The downward spiral of events in Iraq give me an outsized feeling of omnipotence, but then I'm brought up short.
Who other than a Bush Era apologist, which I am most certainly not, would be surprised that the military gains of the Surge strategy have been squandered by a feckless Baghdad government that has, by its actions and inactions, engineered the return of the insurgency, a level of sectarian violence not seen in a couple of years, and the reality that Prime Minister Al-Maliki's political career is in the shitter. And that all of these things are occurring right on schedule: That is, as the drawdown of American troops accelerates.
These things also are happening because of the bomb and not the ballot box, and as far as most Americans are concerned, are happening on another planet because of a paucity of news media coverage and that Yankee inscrutability: If we don't care about it then it doesn't exist.Al-Maliki's fall has been precipitous and nothing is more symbolic of that than massive truck bombings that destroyed the Foreign and Finance ministries on August 19, killing 95 people. The consensus view is that the attacks were telegraphed and came off because of the collusion of insurgents and Iraqi security forces.

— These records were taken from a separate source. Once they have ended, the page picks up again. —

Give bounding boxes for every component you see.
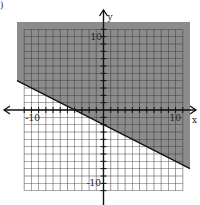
y-tick-10: 10	[91, 32, 103, 42]
inequality-graph: ) x y -10 10 10 -10	[0, 0, 200, 205]
x-tick-neg10: -10	[25, 113, 40, 123]
x-tick-10: 10	[170, 113, 182, 123]
corner-mark: )	[0, 0, 4, 10]
x-axis-label: x	[192, 115, 197, 125]
y-tick-neg10: -10	[87, 178, 102, 188]
y-axis-label: y	[107, 12, 114, 22]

Not exactly what the guarantor of a safe, stable and American troop-free Iraq had been preaching.
In fact, violent deaths in Iraq hit a 13-month high in August. Some 456 people -- 393 civilians, 48 police and 15 Iraqi soldiers -- were killed in what was the highest toll since July 2008.
The body count, however, is merely a distraction. It is what is going on beyond the violence that has spelled likely defeat for Al-Maliki in national elections scheduled for January.

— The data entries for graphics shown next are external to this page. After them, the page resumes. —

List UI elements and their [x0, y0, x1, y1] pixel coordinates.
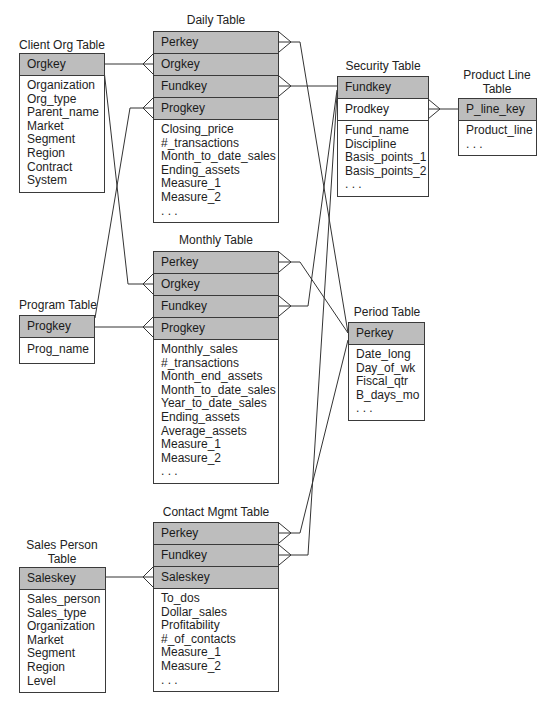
- field: Basis_points_2: [345, 165, 428, 179]
- monthly-table-title: Monthly Table: [153, 233, 279, 247]
- monthly-key-fundkey[interactable]: Fundkey: [154, 296, 278, 318]
- field: To_dos: [161, 592, 278, 606]
- period-key-perkey[interactable]: Perkey: [349, 323, 424, 345]
- field: System: [27, 174, 104, 188]
- field: Parent_name: [27, 106, 104, 120]
- client-org-fields: Organization Org_type Parent_name Market…: [20, 76, 104, 192]
- sales-person-table-title: Sales Person Table: [16, 538, 108, 566]
- field: Fiscal_qtr: [356, 375, 424, 389]
- title-line: Sales Person: [16, 538, 108, 552]
- field-ellipsis: . . .: [356, 402, 424, 416]
- daily-key-progkey[interactable]: Progkey: [154, 98, 278, 120]
- rel-contact-period: [279, 340, 348, 543]
- field-ellipsis: . . .: [161, 465, 278, 479]
- daily-key-fundkey[interactable]: Fundkey: [154, 76, 278, 98]
- rel-monthly-security: [279, 90, 337, 316]
- field: Organization: [27, 79, 104, 93]
- field: Month_to_date_sales: [161, 384, 278, 398]
- sales-person-table[interactable]: Saleskey Sales_person Sales_type Organiz…: [19, 567, 106, 693]
- product-line-table[interactable]: P_line_key Product_line . . .: [458, 98, 537, 156]
- field: Org_type: [27, 93, 104, 107]
- sales-person-fields: Sales_person Sales_type Organization Mar…: [20, 590, 105, 692]
- field: Fund_name: [345, 124, 428, 138]
- field: Level: [27, 675, 105, 689]
- daily-table[interactable]: Perkey Orgkey Fundkey Progkey Closing_pr…: [153, 31, 279, 223]
- monthly-key-orgkey[interactable]: Orgkey: [154, 274, 278, 296]
- rel-clientorg-monthly: [104, 70, 153, 294]
- title-line: Product Line: [450, 68, 544, 82]
- rel-program-monthly: [95, 317, 153, 337]
- field-ellipsis: . . .: [161, 205, 278, 219]
- field: Measure_2: [161, 660, 278, 674]
- field: Region: [27, 147, 104, 161]
- field: Sales_type: [27, 607, 105, 621]
- field: B_days_mo: [356, 389, 424, 403]
- field: Closing_price: [161, 123, 278, 137]
- contact-mgmt-key-fundkey[interactable]: Fundkey: [154, 545, 278, 567]
- field: Market: [27, 634, 105, 648]
- client-org-key-orgkey[interactable]: Orgkey: [20, 54, 104, 76]
- daily-table-title: Daily Table: [153, 13, 279, 27]
- contact-mgmt-table-title: Contact Mgmt Table: [153, 505, 279, 519]
- field: Measure_1: [161, 438, 278, 452]
- field: Sales_person: [27, 593, 105, 607]
- field: Region: [27, 661, 105, 675]
- field: #_transactions: [161, 137, 278, 151]
- field: Contract: [27, 161, 104, 175]
- client-org-table[interactable]: Orgkey Organization Org_type Parent_name…: [19, 53, 105, 193]
- security-fields: Fund_name Discipline Basis_points_1 Basi…: [338, 121, 428, 196]
- contact-mgmt-key-saleskey[interactable]: Saleskey: [154, 567, 278, 589]
- field: Basis_points_1: [345, 151, 428, 165]
- client-org-table-title: Client Org Table: [14, 38, 110, 52]
- contact-mgmt-fields: To_dos Dollar_sales Profitability #_of_c…: [154, 589, 278, 691]
- monthly-key-progkey[interactable]: Progkey: [154, 318, 278, 340]
- security-key-fundkey[interactable]: Fundkey: [338, 77, 428, 99]
- field: Measure_1: [161, 177, 278, 191]
- field: Month_end_assets: [161, 370, 278, 384]
- daily-fields: Closing_price #_transactions Month_to_da…: [154, 120, 278, 222]
- contact-mgmt-table[interactable]: Perkey Fundkey Saleskey To_dos Dollar_sa…: [153, 522, 279, 692]
- program-table-title: Program Table: [17, 298, 99, 312]
- period-table-title: Period Table: [345, 305, 429, 319]
- field: Year_to_date_sales: [161, 397, 278, 411]
- contact-mgmt-key-perkey[interactable]: Perkey: [154, 523, 278, 545]
- rel-clientorg-daily: [104, 54, 153, 74]
- field: #_of_contacts: [161, 633, 278, 647]
- rel-security-productline: [428, 99, 458, 119]
- field: Organization: [27, 620, 105, 634]
- field: #_transactions: [161, 357, 278, 371]
- security-key-prodkey[interactable]: Prodkey: [338, 99, 428, 121]
- period-table[interactable]: Perkey Date_long Day_of_wk Fiscal_qtr B_…: [348, 322, 425, 421]
- sales-person-key-saleskey[interactable]: Saleskey: [20, 568, 105, 590]
- field: Segment: [27, 133, 104, 147]
- title-line: Table: [450, 82, 544, 96]
- field: Measure_1: [161, 646, 278, 660]
- field: Measure_2: [161, 452, 278, 466]
- rel-contact-security: [279, 94, 337, 565]
- field: Prog_name: [27, 343, 94, 357]
- field-ellipsis: . . .: [466, 138, 536, 152]
- monthly-key-perkey[interactable]: Perkey: [154, 252, 278, 274]
- field: Day_of_wk: [356, 362, 424, 376]
- security-table[interactable]: Fundkey Prodkey Fund_name Discipline Bas…: [337, 76, 429, 197]
- product-line-fields: Product_line . . .: [459, 121, 536, 155]
- product-line-table-title: Product Line Table: [450, 68, 544, 96]
- field: Market: [27, 120, 104, 134]
- field-ellipsis: . . .: [161, 674, 278, 688]
- daily-key-orgkey[interactable]: Orgkey: [154, 54, 278, 76]
- program-table[interactable]: Progkey Prog_name: [19, 315, 95, 364]
- field: Month_to_date_sales: [161, 150, 278, 164]
- monthly-fields: Monthly_sales #_transactions Month_end_a…: [154, 340, 278, 483]
- field: Measure_2: [161, 191, 278, 205]
- field: Monthly_sales: [161, 343, 278, 357]
- product-line-key-p-line-key[interactable]: P_line_key: [459, 99, 536, 121]
- rel-monthly-period: [279, 252, 348, 333]
- program-key-progkey[interactable]: Progkey: [20, 316, 94, 338]
- rel-daily-security: [279, 76, 337, 96]
- title-line: Table: [16, 552, 108, 566]
- daily-key-perkey[interactable]: Perkey: [154, 32, 278, 54]
- field: Ending_assets: [161, 164, 278, 178]
- field: Discipline: [345, 138, 428, 152]
- field: Product_line: [466, 124, 536, 138]
- monthly-table[interactable]: Perkey Orgkey Fundkey Progkey Monthly_sa…: [153, 251, 279, 484]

Although Al-Maliki is a Shiite, the majority sect's elders never trusted him and he owes his job to merely having been the least bad choice when he took office in 2006. Nobody is buying his post-"Bloody Wednesday" bombing pronouncement that a coalition with the minority Sunnis and marginalized Kurds will cure what ails Iraq. These three groups have been able to agree about nothing, whether it is power sharing, divvying up oil revenues or when or whether the Americans should leave.

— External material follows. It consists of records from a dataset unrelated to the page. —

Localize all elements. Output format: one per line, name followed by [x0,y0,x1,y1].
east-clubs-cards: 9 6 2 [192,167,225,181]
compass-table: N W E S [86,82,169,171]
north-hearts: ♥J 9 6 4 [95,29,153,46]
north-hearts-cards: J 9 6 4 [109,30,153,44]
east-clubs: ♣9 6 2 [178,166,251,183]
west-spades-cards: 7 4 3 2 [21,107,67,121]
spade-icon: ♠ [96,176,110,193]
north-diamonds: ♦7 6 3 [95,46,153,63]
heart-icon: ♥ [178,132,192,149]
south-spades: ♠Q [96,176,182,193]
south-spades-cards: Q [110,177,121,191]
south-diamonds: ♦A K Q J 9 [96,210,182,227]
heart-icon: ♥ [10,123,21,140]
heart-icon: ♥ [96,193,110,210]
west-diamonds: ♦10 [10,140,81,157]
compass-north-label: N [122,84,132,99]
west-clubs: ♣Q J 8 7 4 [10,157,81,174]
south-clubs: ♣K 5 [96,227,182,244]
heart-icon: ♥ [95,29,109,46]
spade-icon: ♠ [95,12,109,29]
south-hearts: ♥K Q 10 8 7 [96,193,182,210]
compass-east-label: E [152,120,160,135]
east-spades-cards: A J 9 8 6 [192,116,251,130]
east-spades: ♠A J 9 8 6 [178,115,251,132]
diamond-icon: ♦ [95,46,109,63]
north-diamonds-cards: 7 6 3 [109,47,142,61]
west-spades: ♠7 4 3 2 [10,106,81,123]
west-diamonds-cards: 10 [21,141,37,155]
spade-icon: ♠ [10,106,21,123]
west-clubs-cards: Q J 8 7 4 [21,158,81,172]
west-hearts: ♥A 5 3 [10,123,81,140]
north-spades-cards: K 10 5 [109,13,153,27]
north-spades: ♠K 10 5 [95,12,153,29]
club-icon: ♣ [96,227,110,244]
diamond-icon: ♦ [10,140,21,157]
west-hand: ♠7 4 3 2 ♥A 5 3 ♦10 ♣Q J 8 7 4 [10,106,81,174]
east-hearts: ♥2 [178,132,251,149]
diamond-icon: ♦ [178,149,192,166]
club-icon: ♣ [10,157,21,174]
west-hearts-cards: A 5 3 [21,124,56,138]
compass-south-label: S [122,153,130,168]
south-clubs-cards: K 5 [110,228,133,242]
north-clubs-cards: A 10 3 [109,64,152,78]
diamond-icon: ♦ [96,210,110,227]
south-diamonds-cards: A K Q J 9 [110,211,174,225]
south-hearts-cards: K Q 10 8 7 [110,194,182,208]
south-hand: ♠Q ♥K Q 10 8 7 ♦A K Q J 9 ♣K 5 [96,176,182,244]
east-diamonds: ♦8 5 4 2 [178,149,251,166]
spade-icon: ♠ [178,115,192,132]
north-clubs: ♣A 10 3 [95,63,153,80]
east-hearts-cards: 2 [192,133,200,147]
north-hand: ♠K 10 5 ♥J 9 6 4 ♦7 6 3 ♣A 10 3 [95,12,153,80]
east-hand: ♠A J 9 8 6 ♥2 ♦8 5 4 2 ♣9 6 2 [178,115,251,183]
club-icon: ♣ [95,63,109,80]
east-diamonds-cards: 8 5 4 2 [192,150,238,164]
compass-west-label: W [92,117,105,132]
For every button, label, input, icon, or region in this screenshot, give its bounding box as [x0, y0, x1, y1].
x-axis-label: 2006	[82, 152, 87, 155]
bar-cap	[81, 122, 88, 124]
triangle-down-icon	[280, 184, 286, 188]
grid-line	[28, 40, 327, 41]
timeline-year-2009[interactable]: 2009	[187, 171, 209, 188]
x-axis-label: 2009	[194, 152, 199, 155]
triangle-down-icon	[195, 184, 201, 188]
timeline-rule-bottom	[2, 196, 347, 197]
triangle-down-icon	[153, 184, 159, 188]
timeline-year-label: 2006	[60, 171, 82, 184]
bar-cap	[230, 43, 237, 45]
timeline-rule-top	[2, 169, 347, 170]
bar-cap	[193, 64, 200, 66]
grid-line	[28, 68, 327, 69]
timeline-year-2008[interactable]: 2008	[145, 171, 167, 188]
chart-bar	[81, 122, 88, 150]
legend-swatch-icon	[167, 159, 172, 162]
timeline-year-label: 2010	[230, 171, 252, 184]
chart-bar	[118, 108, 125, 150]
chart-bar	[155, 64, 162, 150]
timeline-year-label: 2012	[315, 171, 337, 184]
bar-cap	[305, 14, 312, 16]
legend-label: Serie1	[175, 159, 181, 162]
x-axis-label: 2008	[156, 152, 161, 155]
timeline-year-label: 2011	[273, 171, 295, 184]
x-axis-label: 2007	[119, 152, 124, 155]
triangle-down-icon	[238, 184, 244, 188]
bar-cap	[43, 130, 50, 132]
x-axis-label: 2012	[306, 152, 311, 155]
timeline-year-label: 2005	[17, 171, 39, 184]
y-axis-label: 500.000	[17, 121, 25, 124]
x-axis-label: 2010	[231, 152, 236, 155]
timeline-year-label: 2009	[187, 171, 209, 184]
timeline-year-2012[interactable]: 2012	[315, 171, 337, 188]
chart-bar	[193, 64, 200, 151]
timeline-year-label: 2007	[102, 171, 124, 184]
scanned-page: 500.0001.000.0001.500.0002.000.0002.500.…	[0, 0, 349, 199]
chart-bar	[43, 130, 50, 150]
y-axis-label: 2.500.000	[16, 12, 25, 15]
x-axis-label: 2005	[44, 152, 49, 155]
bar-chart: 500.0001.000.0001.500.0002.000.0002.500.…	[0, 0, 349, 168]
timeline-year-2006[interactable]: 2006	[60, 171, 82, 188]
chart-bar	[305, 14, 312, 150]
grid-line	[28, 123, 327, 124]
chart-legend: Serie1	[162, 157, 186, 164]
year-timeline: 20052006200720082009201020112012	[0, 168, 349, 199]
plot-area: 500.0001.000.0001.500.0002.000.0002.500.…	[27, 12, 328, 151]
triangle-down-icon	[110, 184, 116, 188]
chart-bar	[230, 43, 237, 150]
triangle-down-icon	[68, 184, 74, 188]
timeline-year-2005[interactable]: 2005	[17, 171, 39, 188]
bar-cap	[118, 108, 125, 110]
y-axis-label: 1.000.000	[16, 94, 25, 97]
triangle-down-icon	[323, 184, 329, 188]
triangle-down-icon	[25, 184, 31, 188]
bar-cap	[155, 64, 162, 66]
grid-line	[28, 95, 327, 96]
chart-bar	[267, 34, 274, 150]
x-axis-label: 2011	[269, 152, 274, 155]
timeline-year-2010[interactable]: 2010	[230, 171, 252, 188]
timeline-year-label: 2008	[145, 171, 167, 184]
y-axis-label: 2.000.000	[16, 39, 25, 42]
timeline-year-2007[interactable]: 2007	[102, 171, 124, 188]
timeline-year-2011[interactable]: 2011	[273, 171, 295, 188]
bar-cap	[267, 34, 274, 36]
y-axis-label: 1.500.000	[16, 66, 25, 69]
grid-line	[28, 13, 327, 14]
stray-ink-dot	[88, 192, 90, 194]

One sign of the prime minister's shaky standing was the discovery this week of caches of weapons stockpiled by his Shiite political rivals.
Meanwhile, the American withdrawal, scheduled to be completed by the end of august 2010, is well under way. Seven U.S. soldiers died in Iraq in August, the lowest number since the 2003 invasion, in large part because they're trying to stay out of harm's way. Some 4,336 Americans in all have perished, but then who's counting?